The last weekend of the 2016 season for the St. Louis Cardinals will always be remembered for two things: a three-day era of good feelings towards outgoing (like, leaving, not extroverted) left fielder Matt Holliday and it being the last stand for the early 2010s Cardinals mini-dynasty. And it came during a series in which the Cardinals won all three games they played.

It was an excruciating experience in scoreboard-watching. The Cardinals entered the series one game behind the San Francisco Giants for the National League’s second Wild Card spot, and with the Giants squaring off against a Los Angeles Dodgers team that had motivation to brutally dispose of its arch nemesis from the northern part of California, a sweep of the Pittsburgh Pirates seemed like a recipe for a sixth consecutive trip to October baseball. But the Dodgers, who had nothing themselves to gain from the series, phoned it in. On Friday, they allowed seven runs in the sixth inning. On Saturday, something called Ty Blach out-pitched Clayton Kershaw. On Sunday, the Giants scored five runs in the first two innings. It was definitive evidence that if given the choice between having a one game lead and a one game deficit entering the final weekend, there is no choice.

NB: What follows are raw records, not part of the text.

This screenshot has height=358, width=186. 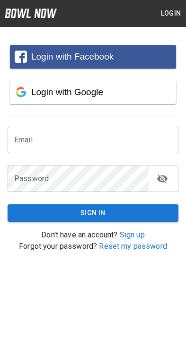 I want to click on p: Don't have an account?, so click(x=93, y=235).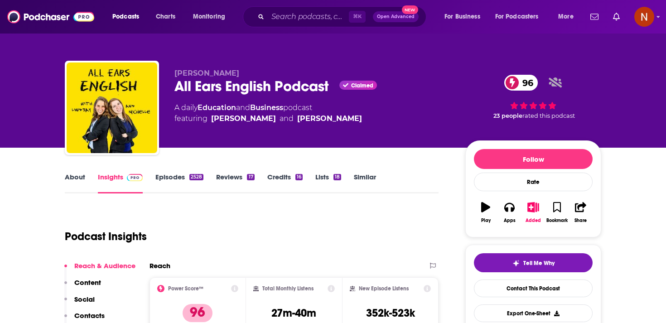 The height and width of the screenshot is (323, 666). I want to click on span: Tell Me Why, so click(539, 263).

This weekend, the Milwaukee Brewers will be on the road against the Colorado Rockies, which is a mixed bag for them. On one hand, the Colorado Rockies aren’t a very good team. On the other hand, the series is in Denver, and the Rockies are historically much better at their novelty home park of Coors Field than on the road. The Rockies even have a winning record in home games this season. The Rockies have nothing to play for in terms of 2019 results (though they were eliminated from the 2018 postseason by Milwaukee, for whatever that’s worth), but they still have Nolan Arenado, one of the five best third basemen in the National League, and Trevor Story, the shortstop who remains one of the sport’s most perpetually underrated stars.

The St. Louis Cardinals face the Chicago Cubs, last seen trying to claw their way out of a trash can at Wrigley Field last weekend as the Cardinals swept them. The Cubs are now officially eliminated from postseason contention, and while they therefore lack that layer of motivation, they are probably fairly annoyed at the Cardinals. I’m sure Anthony Rizzo, Javy Baez, and Kris Bryant are ticked off. I’m also sure that the latter two of these players have already been declared out for this weekend’s series at Busch Stadium and that the former has said he would “probably not” play this weekend. The Cardinals should destroy the Cubs.

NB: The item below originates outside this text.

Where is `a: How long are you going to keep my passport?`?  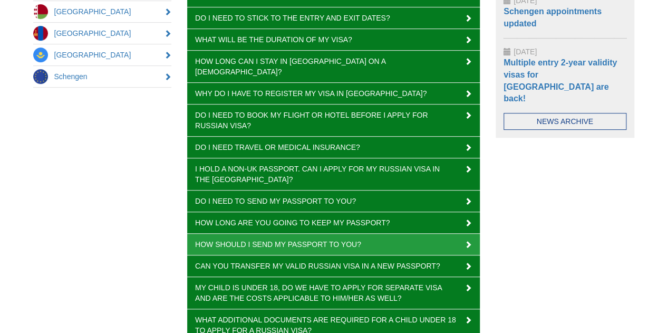
a: How long are you going to keep my passport? is located at coordinates (333, 223).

I mentioned this last week, before the Cardinals swept the Cubs in four games, but when I said that, as much as I’d like to take credit as a prophet, I was saying this not as a prediction but as a “hey that might be a good idea” statement. This time, it is declarative. The Cardinals should, as a matter of superior ability, destroy the Cubs, or whatever you want to call the corpse of the Cubs that just lost a series to the Pittsburgh Pirates, who stopped trying at baseball months ago. It helps that the 2019 Cubs have a Rockies-like home-road split. At home, the Cubs play at a 102 win pace. On the road, the Cubs play like the Toronto Blue Jays.

As a Cardinals fan, I would much rather root for the team playing at home against this version of the Cubs than at Coors Field against the Rockies. The Rockies aren’t a very good team but they are still, functionally, a Major League Baseball team. The Rockies are no less motivated this weekend than they were on their last home stand, when they had a 6-3 record. Meanwhile, the Cubs are far less motivated than they were when they were swept at home against the Cardinals last weekend, hence their decision that this weekend’s starters will be last Friday emergency starter Alec Mills, coming-off-injury Cole Hamels, and “a bullpen game”.

The Milwaukee Brewers have been hot all month, and have been winning games at a 150ish win pace since MVP Christian Yelich went down with an injury, but (and this should go without saying) they aren’t ACTUALLY this good. All credit to their success, but just as curses aren’t real, neither is a team being a team of destiny. There’s something to them playing well. They aren’t a team of literal divine intervention. I understand the comfort of bemoaning the sky falling—if it does, you get the satisfaction of being right, and if it doesn’t, who cares because your team won—but this is a defense mechanism more than it is a realistic assessment of the situation at hand.

As hot as the Milwaukee Brewers have been in September, the St. Louis Cardinals just went 5-2 on a road trip against two teams with winning records. It isn’t as though the Cardinals are some free-falling, chaotic mess because they lost a 19-inning game and then a game where their bullpen and starting lineup was spent as a direct result of said 19-inning game. And most importantly, the Cardinals have the lead. The Brewers could be magically replaced by the 1927 Yankees and the Cardinals could be replaced by the 1962 Mets and it is basically a push as far as who will win the division. That one game is that big of a deal. The Cardinals could clinch a one-game playoff against the Brewers tonight. This is possible, though realistically it isn’t the most likely outcome. But, as three years ago demonstrated, this might not matter. The Brewers might be the hottest team in baseball but this won’t matter in the division race if the Cardinals go ahead and destroy the Cubs.